Don’t Look Up – as opposed to Now, or Back in Anger – is a 2022 witty parable on the climate crisis in which a variety of movie stars play more or less against type. It does not say much about infrastructure, except to destroy it all with an asteroid, but I was struck by the stupid economics.

When the Elon Musk-alike (Mark Rylance!) says how many trillions of dollars’ worth of rare and valuable metals are contained in the asteroid, one of the heroes mutters about how that isn’t going to mean anything when it destroys the Earth.

But I was struck by the very specificity of the pricing. As though price is an absolute, unaffected by destruction, or anything to do with other humans. Even without total destruction, surely living through the threat and even partial environmental chaos might change people’s enthusiasm, one way or another, for buying yet more mobile phones?

The Musk-alike means how many dollars he could get for the stuff in today’s market, not the value; it’s left to someone else, a corrupted government advisor, to suggest it’s enough money to cure hunger and poverty, but you know he’s just mouthing it. (And you can’t eat money.)

The trillionaire simply plans to be trillions richer. He has no sense of who will be around to buy from him.
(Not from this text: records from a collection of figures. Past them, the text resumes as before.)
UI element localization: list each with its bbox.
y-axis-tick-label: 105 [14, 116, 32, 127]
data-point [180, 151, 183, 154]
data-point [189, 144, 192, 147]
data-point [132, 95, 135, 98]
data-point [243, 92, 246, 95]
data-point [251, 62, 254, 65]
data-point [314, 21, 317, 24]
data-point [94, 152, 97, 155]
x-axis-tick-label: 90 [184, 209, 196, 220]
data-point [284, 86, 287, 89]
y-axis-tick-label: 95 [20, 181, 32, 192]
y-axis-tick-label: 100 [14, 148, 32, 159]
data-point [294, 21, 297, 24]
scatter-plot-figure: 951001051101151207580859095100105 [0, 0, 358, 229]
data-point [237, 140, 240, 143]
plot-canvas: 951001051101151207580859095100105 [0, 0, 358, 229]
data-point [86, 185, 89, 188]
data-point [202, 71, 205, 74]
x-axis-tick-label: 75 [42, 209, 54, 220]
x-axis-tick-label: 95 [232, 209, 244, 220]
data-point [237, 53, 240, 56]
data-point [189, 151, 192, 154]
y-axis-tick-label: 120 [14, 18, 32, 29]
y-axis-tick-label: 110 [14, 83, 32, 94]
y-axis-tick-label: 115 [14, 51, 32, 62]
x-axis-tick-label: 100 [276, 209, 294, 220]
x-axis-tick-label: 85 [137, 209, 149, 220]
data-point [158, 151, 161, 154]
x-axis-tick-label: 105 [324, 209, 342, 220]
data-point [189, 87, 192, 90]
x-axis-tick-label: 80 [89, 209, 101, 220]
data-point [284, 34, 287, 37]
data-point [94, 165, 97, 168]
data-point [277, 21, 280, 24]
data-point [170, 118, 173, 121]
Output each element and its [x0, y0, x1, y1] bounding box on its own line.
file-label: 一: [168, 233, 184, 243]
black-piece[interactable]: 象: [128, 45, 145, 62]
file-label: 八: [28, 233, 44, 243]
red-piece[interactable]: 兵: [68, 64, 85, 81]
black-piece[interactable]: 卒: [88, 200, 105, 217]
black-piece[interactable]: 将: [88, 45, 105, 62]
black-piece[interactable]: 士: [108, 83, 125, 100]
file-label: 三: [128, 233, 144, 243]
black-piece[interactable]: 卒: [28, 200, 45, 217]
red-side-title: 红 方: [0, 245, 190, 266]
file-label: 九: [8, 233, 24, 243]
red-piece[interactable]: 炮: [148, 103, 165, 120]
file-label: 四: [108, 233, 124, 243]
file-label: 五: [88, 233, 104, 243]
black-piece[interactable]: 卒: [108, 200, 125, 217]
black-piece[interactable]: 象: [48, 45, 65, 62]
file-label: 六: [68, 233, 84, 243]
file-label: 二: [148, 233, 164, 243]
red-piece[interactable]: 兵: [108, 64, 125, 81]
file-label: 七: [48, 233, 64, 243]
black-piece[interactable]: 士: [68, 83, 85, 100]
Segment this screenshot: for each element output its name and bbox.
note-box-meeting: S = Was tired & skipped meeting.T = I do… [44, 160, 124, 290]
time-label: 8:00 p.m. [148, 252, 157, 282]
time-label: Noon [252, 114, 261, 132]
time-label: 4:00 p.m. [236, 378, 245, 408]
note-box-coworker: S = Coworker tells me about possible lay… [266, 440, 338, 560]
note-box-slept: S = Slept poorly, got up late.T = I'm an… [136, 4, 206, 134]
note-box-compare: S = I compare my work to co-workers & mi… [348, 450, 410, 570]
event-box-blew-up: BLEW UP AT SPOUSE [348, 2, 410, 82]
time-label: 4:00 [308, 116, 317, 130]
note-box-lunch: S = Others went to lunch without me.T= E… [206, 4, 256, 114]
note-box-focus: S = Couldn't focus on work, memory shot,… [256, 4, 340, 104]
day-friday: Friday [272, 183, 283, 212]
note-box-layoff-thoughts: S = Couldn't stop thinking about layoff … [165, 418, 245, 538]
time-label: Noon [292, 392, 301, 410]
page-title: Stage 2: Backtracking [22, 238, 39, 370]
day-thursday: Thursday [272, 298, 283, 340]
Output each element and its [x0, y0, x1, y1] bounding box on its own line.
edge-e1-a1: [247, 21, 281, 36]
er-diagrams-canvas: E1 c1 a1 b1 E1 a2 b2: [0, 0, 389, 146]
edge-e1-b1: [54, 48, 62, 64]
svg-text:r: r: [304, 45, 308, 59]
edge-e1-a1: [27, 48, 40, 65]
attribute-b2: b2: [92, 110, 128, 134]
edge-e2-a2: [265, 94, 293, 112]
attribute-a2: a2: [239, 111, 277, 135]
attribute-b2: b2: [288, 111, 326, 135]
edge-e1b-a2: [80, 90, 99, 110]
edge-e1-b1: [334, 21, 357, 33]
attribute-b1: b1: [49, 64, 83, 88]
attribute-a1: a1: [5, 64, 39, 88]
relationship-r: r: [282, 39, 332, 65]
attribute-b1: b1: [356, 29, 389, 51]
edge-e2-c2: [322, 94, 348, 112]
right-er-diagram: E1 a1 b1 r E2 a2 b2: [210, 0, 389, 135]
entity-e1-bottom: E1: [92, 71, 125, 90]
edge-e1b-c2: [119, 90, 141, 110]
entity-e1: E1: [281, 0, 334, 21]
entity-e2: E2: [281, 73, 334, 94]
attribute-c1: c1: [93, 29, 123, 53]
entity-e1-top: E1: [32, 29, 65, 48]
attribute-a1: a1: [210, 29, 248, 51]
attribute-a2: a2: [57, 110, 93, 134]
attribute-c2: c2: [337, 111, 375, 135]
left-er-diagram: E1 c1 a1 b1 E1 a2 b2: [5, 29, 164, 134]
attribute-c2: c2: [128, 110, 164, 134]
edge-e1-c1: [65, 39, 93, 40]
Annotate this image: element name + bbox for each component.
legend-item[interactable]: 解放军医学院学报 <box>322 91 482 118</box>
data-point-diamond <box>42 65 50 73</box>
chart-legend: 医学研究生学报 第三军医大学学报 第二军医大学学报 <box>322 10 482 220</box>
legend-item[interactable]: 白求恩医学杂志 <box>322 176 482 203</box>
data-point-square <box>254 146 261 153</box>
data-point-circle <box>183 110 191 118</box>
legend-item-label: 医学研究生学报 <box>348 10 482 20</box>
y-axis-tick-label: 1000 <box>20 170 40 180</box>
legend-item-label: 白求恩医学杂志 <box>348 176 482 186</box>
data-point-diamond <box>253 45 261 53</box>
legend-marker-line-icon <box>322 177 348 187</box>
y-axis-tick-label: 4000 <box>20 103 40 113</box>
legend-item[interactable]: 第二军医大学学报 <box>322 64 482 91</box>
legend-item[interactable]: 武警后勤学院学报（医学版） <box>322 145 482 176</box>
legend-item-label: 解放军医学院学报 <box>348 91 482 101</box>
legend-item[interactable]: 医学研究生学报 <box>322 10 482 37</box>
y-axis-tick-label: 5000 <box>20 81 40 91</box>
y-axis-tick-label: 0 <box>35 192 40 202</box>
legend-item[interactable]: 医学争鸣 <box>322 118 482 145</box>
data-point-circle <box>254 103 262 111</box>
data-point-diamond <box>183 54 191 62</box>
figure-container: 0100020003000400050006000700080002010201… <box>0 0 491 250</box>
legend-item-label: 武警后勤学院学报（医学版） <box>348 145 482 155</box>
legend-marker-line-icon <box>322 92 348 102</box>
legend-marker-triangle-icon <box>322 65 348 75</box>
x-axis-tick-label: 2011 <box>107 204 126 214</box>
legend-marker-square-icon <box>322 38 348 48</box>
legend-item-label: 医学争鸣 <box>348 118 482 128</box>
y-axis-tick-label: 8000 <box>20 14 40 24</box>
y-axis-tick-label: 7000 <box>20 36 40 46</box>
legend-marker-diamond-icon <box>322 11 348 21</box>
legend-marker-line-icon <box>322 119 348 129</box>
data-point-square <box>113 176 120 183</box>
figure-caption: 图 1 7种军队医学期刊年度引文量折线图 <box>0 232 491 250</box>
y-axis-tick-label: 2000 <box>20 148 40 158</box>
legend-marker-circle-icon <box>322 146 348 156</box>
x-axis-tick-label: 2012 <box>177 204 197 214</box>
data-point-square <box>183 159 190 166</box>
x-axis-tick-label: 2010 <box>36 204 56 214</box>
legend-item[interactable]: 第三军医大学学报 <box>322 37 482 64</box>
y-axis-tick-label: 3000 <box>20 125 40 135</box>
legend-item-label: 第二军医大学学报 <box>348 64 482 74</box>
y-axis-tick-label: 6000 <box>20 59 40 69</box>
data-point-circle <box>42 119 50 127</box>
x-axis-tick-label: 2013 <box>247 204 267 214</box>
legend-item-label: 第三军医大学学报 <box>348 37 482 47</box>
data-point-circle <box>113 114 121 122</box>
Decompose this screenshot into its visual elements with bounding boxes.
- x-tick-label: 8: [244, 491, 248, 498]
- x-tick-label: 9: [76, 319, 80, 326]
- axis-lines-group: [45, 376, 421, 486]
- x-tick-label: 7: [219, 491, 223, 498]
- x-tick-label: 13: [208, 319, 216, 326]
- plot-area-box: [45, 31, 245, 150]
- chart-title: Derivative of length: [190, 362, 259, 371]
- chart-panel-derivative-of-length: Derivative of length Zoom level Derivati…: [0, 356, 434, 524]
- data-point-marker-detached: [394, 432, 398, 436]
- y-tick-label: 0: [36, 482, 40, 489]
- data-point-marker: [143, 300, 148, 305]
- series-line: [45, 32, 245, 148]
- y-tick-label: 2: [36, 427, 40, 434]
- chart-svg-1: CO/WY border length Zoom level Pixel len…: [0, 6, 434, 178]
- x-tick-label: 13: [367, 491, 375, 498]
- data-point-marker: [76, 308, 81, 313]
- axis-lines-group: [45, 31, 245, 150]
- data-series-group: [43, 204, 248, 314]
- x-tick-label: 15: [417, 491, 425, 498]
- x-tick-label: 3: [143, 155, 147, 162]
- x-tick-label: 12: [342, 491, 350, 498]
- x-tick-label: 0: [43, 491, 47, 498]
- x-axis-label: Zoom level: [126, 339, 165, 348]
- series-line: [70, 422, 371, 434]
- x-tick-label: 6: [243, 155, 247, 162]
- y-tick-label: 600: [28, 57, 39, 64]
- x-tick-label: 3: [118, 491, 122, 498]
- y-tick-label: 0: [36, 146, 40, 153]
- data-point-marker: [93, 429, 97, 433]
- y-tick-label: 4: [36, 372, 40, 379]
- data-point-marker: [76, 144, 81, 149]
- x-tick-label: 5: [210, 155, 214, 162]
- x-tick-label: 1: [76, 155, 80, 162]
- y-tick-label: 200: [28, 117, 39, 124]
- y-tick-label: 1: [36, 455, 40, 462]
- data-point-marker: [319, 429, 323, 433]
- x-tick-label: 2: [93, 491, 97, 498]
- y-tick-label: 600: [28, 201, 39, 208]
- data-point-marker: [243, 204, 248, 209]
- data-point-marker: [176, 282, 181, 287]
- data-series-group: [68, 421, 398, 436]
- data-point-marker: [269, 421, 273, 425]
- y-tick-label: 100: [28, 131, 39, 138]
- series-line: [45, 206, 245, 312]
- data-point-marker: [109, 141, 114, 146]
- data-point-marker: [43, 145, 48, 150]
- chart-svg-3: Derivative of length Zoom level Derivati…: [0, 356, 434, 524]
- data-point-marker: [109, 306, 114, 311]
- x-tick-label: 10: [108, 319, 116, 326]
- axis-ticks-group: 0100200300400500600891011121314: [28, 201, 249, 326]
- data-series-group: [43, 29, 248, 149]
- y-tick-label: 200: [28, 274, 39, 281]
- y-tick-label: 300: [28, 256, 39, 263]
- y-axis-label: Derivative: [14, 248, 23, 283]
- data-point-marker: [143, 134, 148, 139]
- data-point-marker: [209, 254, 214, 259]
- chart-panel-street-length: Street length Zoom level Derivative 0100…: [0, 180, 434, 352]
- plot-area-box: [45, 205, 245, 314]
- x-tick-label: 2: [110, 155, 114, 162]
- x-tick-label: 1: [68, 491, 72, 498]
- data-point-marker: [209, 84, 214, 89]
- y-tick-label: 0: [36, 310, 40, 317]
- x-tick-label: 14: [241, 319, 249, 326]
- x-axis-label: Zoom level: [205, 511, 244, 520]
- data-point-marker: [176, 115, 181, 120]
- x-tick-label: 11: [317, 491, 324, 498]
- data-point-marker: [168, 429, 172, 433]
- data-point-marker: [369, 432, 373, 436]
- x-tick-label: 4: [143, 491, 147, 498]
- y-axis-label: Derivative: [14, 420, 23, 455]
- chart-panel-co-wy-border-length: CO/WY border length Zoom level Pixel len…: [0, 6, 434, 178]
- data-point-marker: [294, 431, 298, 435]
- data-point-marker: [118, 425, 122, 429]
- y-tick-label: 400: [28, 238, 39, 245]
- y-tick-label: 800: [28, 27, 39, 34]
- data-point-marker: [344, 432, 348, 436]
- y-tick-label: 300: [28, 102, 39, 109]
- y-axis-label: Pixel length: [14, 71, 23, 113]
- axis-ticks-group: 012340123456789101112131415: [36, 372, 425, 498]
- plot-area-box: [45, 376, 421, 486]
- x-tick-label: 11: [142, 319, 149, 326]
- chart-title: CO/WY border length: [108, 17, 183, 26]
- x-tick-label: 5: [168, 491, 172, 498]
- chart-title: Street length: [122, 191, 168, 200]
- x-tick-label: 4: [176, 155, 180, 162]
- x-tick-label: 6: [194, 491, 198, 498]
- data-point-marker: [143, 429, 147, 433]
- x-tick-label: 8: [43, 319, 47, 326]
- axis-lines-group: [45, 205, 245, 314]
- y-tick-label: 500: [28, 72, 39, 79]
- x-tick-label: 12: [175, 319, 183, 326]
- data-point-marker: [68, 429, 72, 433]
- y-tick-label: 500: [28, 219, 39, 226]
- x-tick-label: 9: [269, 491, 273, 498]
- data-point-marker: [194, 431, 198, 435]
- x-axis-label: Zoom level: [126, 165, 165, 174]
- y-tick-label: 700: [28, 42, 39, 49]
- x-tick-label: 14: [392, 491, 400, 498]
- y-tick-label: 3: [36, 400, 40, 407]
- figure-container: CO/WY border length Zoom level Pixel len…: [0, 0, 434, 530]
The ‘stuff’ is enough.

The dollars have some kind of fabulous independent existence.

Rather like the idea of how many dollars infrastructure construction generates.  We know for sure lots of construction means lots of money for construction companies, but the value it creates is rather less easy to work out.

Both of these things – the $ worth of metals in an asteroid that probably can’t be used, the $ worth of building infrastructure any old place – are, I think, what some people call fetishes.  Inanimate objects worshipped for supposed magical properties.

Out of context, we’re not even trying to work out what’s actually of value. It really is very stupid economics.